Electrification replaces fossil-fuel combustion with clean electricity to drastically cut greenhouse gas emissions. While electric vehicles and heat pumps offer immense efficiency gains, achieving global climate goals requires overcoming severe grid bottlenecks, scaling battery storage, and securing critical mineral supply chains.
Click to View MoreOn June 15, Goa hosted the Global Wind Day 2026 Conference themed "Wind Energy: From Ambition to Acceleration." The event focused on India's 100 GW target by 2030, domestic manufacturing, and grid readiness.
Click to View MoreThe Bonn Climate Conference 2026 establishes a crucial 35% global electrification target by 2035. It highlights the urgent shift from pledges to implementation, prioritizing climate finance, adaptation, and honoring equity principles like CBDR-RC to support developing nations like India.
Click to View MoreThe Kirthai-II Hydroelectric Project is a 930 MW run-of-river hydropower project on the Chenab River in Jammu & Kashmir. It strengthens renewable energy generation, enhances India's utilization of Indus basin waters, and supports regional development, energy security, and strategic infrastructure growth.
Click to View MoreIndia now ranks third globally in renewable energy capacity, achieving 283.46 GW of non-fossil capacity. Although India met its 50% clean energy target five years early, inadequate grid infrastructure caused 300 GWh of renewable energy curtailment in early 2026.
Click to View MoreIndia aims to five hundred gigawatts of non-fossil capacity by 2030. Achieving this demands overcoming grid integration gaps, scaling battery storage, boosting green hydrogen demand, and ensuring the financial health of distribution companies through targeted policies and continuous infrastructure reforms.
Click to View MoreLaunched in 1975, Proálcool was an initiative to reduce oil dependence by substituting petrol with sugarcane-based ethanol. It transformed Brazil into a global leader in biofuels, pioneering flex-fuel technology and creating a sustainable, large-scale domestic renewable energy ecosystem.
Click to View MoreThe Union Cabinet approved a ₹2,584.60 crore scheme to add 1,500 MW of Small Hydro Power (up to 25 MW) by 2031. It prioritizes North Eastern and border regions, mandates indigenous procurement, and provides stable, eco-friendly baseload power for India’s energy transition.
Click to View MoreIndia’s power sector emissions fell 2.6% in 2025 despite rising electricity demand, marking a key decoupling driven by rapid solar expansion and supportive policies. The country achieved its 50% non-fossil capacity NDC target early, though rising industry and transport emissions demand wider decarbonisation and a just transition.
Click to View MorePM Surya Ghar: Muft Bijli Yojana promotes rooftop solar through subsidies and concessional loans, cutting AT&C losses and boosting decentralised power. It faces DISCOM resistance, and grid “Duck Curve” risks. Battery storage and uniform net metering are vital for maximising the benefit and achieving Panchamrit goals.
Click to View MoreRare earth magnets are high-performance materials essential for electric vehicles, wind turbines, electronics, and defence systems, making them critical for India’s clean energy transition and technological growth. With China dominating global processing, India’s push for domestic manufacturing, critical mineral processing, and recycling aims to reduce import dependence and build a self-reliant mine-to-magnet ecosystem to strengthen economic and strategic security.
Click to View MoreIndia generates nearly 350 million tonnes of agricultural waste annually, creating both an environmental challenge and a major economic opportunity. The circular agriculture approach aims to convert this waste into valuable resources such as bioenergy, organic fertilisers, and bio-based products, with the potential to create a $2 trillion market and millions of jobs by 2050. While the Government has launched multiple initiatives for biomass utilisation, residue management, and infrastructure development, implementation gaps, weak supply chains, limited monitoring, and uneven regional performance remain key concerns. Strengthening outcome-based monitoring, market linkages, and integrated waste management is essential to transform agricultural waste into sustainable rural wealth.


Task directions =>
After locating the line that holds "The width and", repeat it and each following line exactly until the material ends, skipping pictures.

============

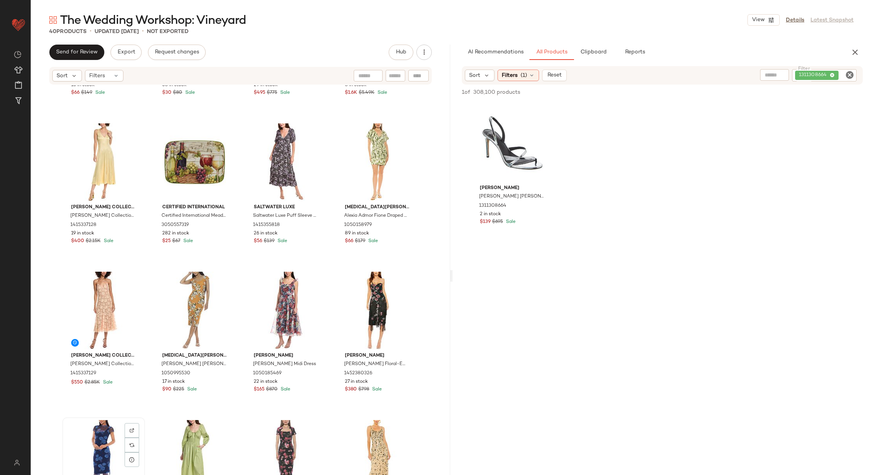  Describe the element at coordinates (358, 374) in the screenshot. I see `span: 1452380326` at that location.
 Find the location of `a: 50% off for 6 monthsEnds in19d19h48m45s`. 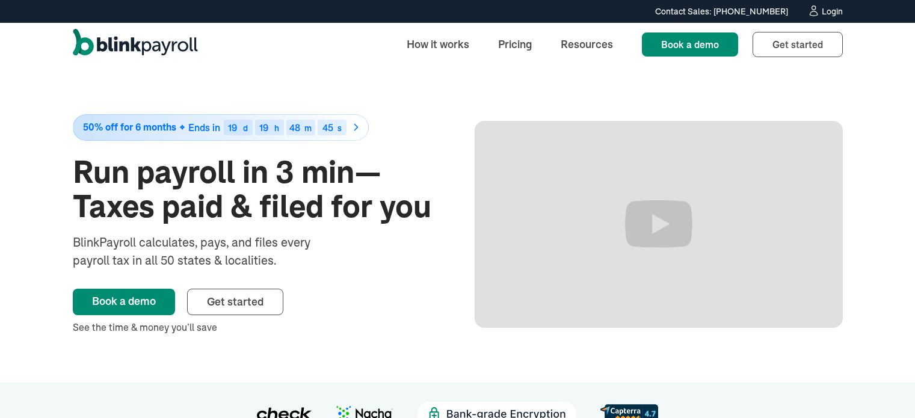

a: 50% off for 6 monthsEnds in19d19h48m45s is located at coordinates (257, 128).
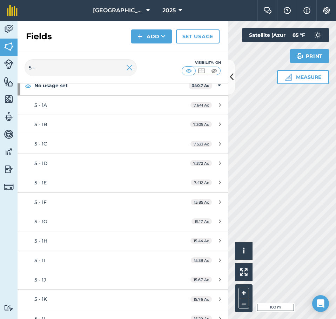  I want to click on button: Satellite (Azure), so click(275, 35).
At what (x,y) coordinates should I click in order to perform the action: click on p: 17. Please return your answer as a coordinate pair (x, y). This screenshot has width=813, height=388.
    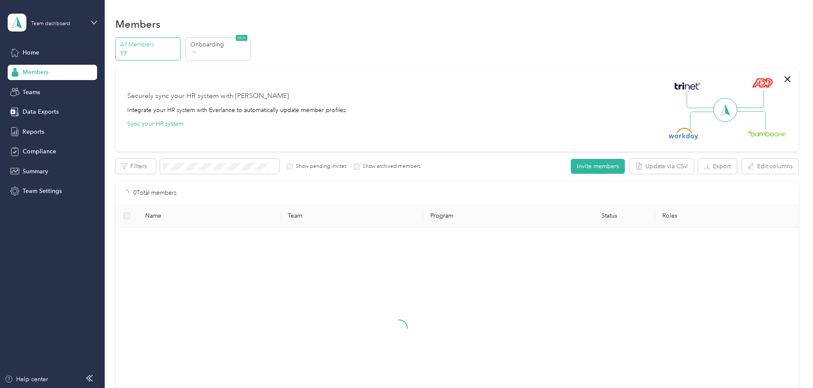
    Looking at the image, I should click on (149, 53).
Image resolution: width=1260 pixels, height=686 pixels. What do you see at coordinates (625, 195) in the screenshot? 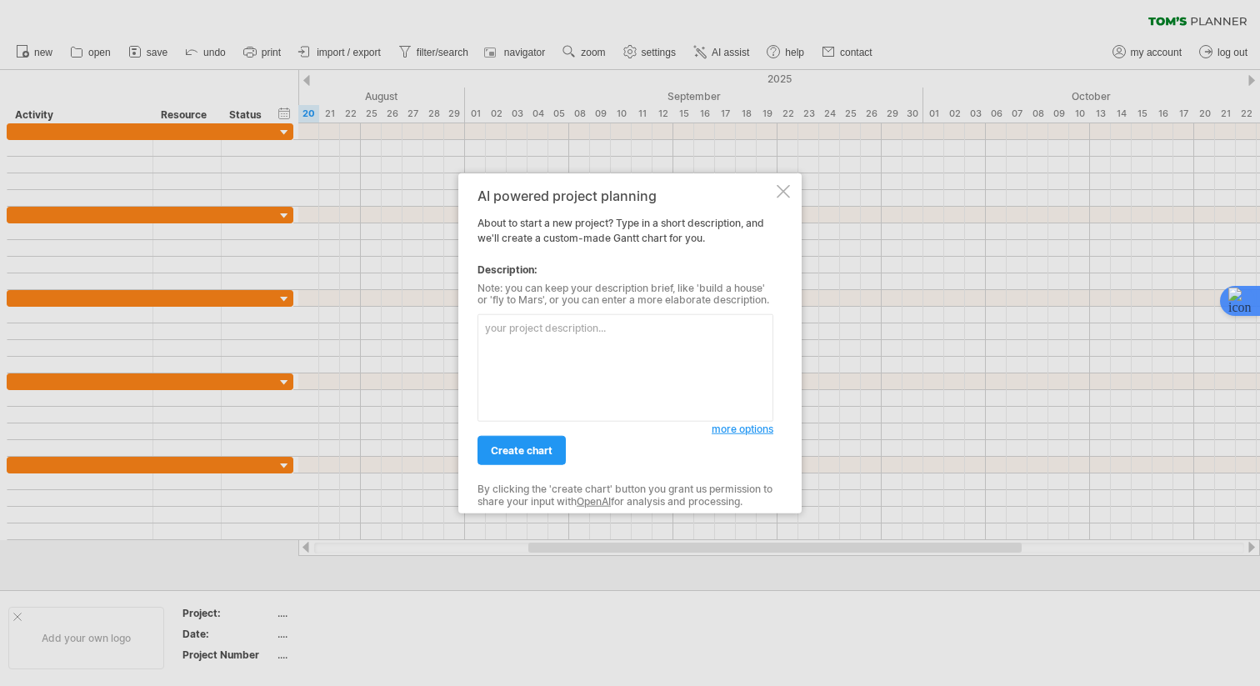
I see `div: AI powered project planning` at bounding box center [625, 195].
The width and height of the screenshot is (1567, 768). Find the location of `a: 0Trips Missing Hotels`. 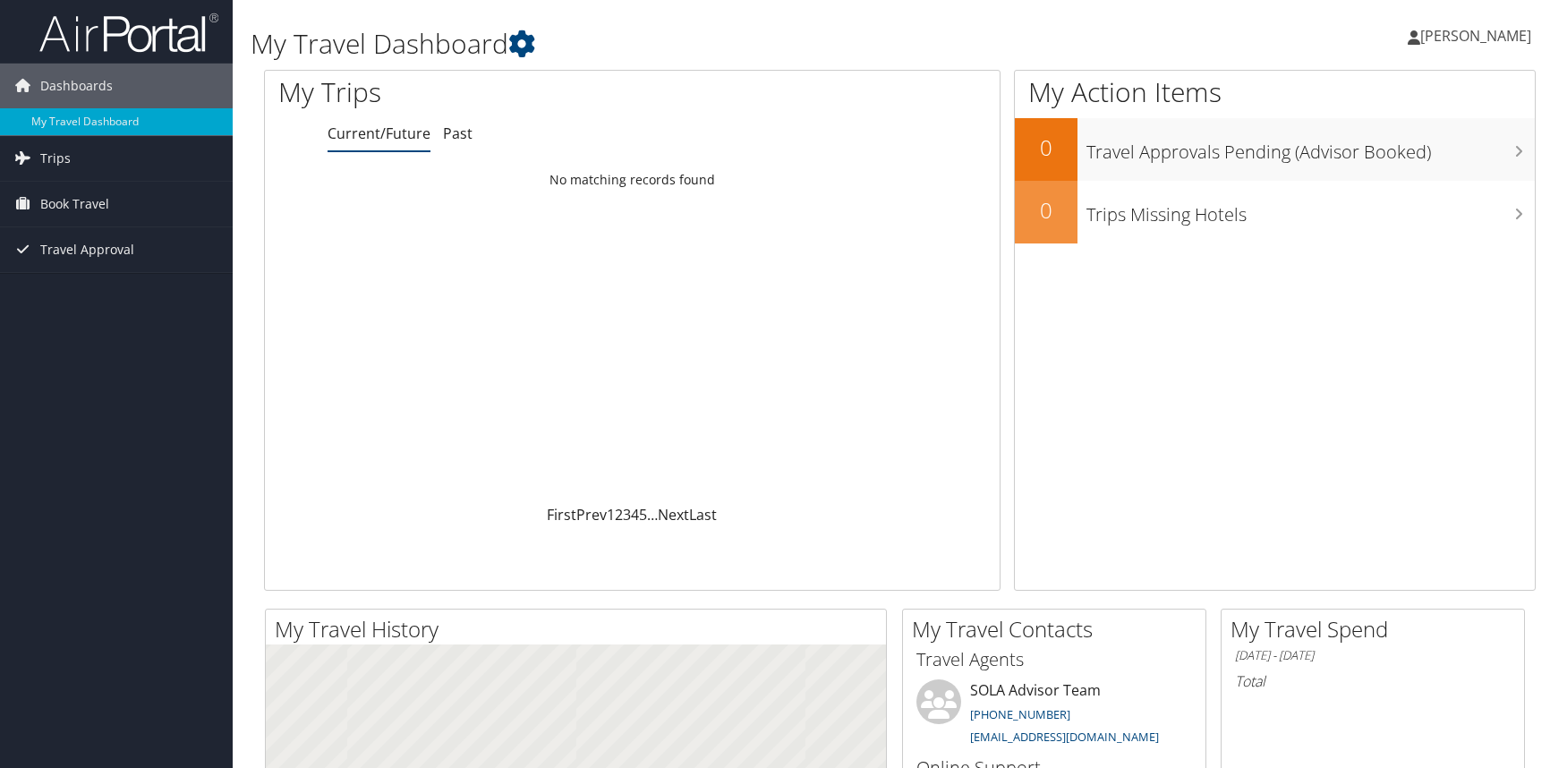

a: 0Trips Missing Hotels is located at coordinates (1274, 212).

============

Answer space =>
The width and height of the screenshot is (1567, 768). Find the location of `a: 0Trips Missing Hotels`. 

a: 0Trips Missing Hotels is located at coordinates (1274, 212).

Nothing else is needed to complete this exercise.